For a long moment, he had decided that he wasn’t going to follow her. She would eventually come back, hopefully done with her tantrum.
After five minutes passed and she didn’t return, he began to mutter to himself that he was going to have to give her another—and this time, much sterner—talking to about just walking off in the middle of the woods. It unsettled him to see her go out of sight. Although they hadn’t had an easy couple of days, after all, she was still precious to him. Her presence made him feel at peace, and when she was away from him, he felt so full of unease he couldn’t stand it.
Time ticked by, and he chalked it up to his own paranoia and perhaps the fact that he was, on the whole, too controlling. She might have been his woman, but that didn’t mean she didn’t have the freedom to walk a few feet out away from him.
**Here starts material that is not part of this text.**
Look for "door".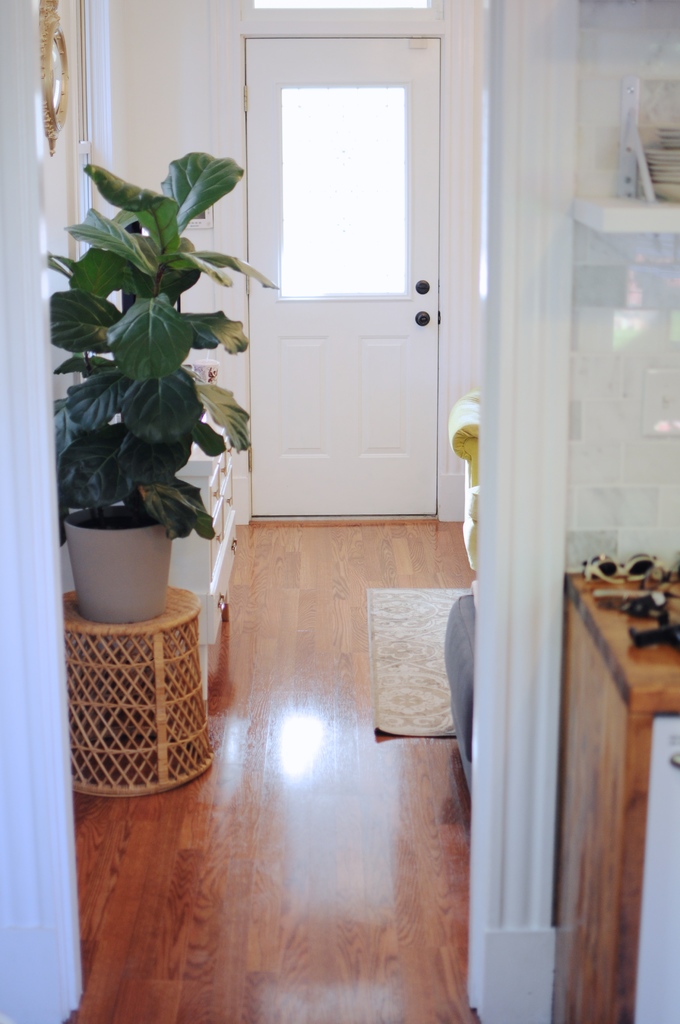
Found: detection(229, 13, 481, 555).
After nearly an hour without her return, however, he had worried himself into knots. Something had to have gone wrong. The fish he had caught in the river for their breakfast was already cooked, and he had been certain that she would have been back by now. It was cold, and the bank was icy and covered with snow. What if she slipped and hurt herself?
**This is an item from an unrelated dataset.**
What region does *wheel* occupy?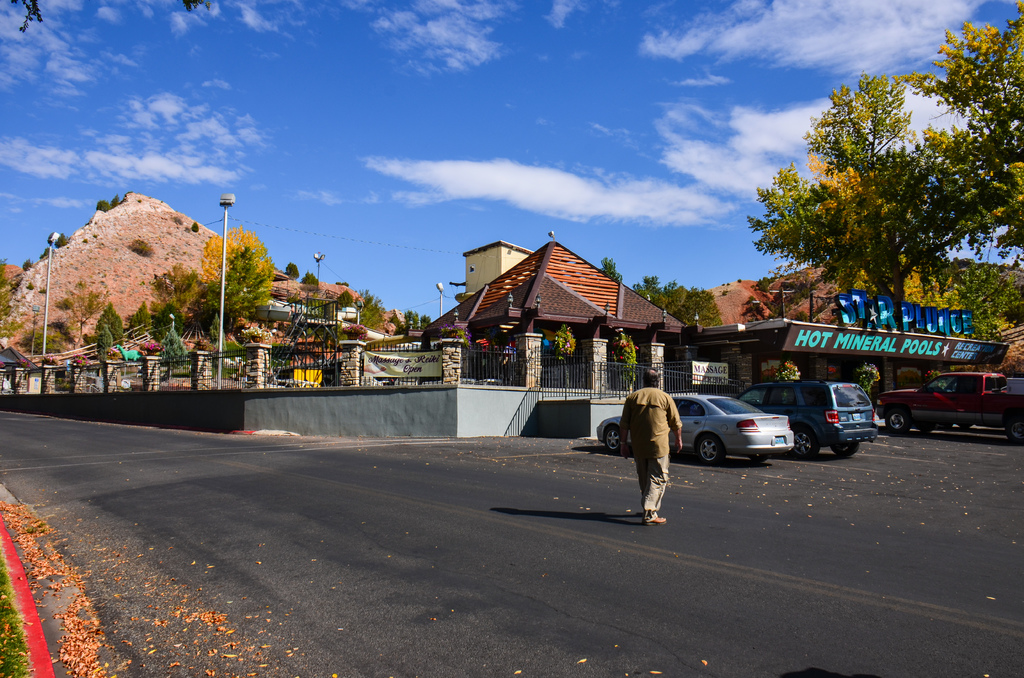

He picked up his sword, just in case, and buckled the leather sheath around his hips before he took off, following her footprints left behind in the snow, jogging to catch up with her.
When he heard the howl of a wolf, the hairs on his neck stood on end and he put the wind under his feet, nearly slipping across the ice and snow in several points as he jumped over logs and bushes to follow the sound and the remaining footprints.
Another low, resounding howl rung out in the cold air, and he heard a loud squeal.
He drew his sword and launched himself into the clearing ahead of him, shouting, “Susanna!” He saw the princess wielding a stout branch in her defense, with the frightened pig running about around her skirts, trying tohide itself away from the four wolves closing in on them.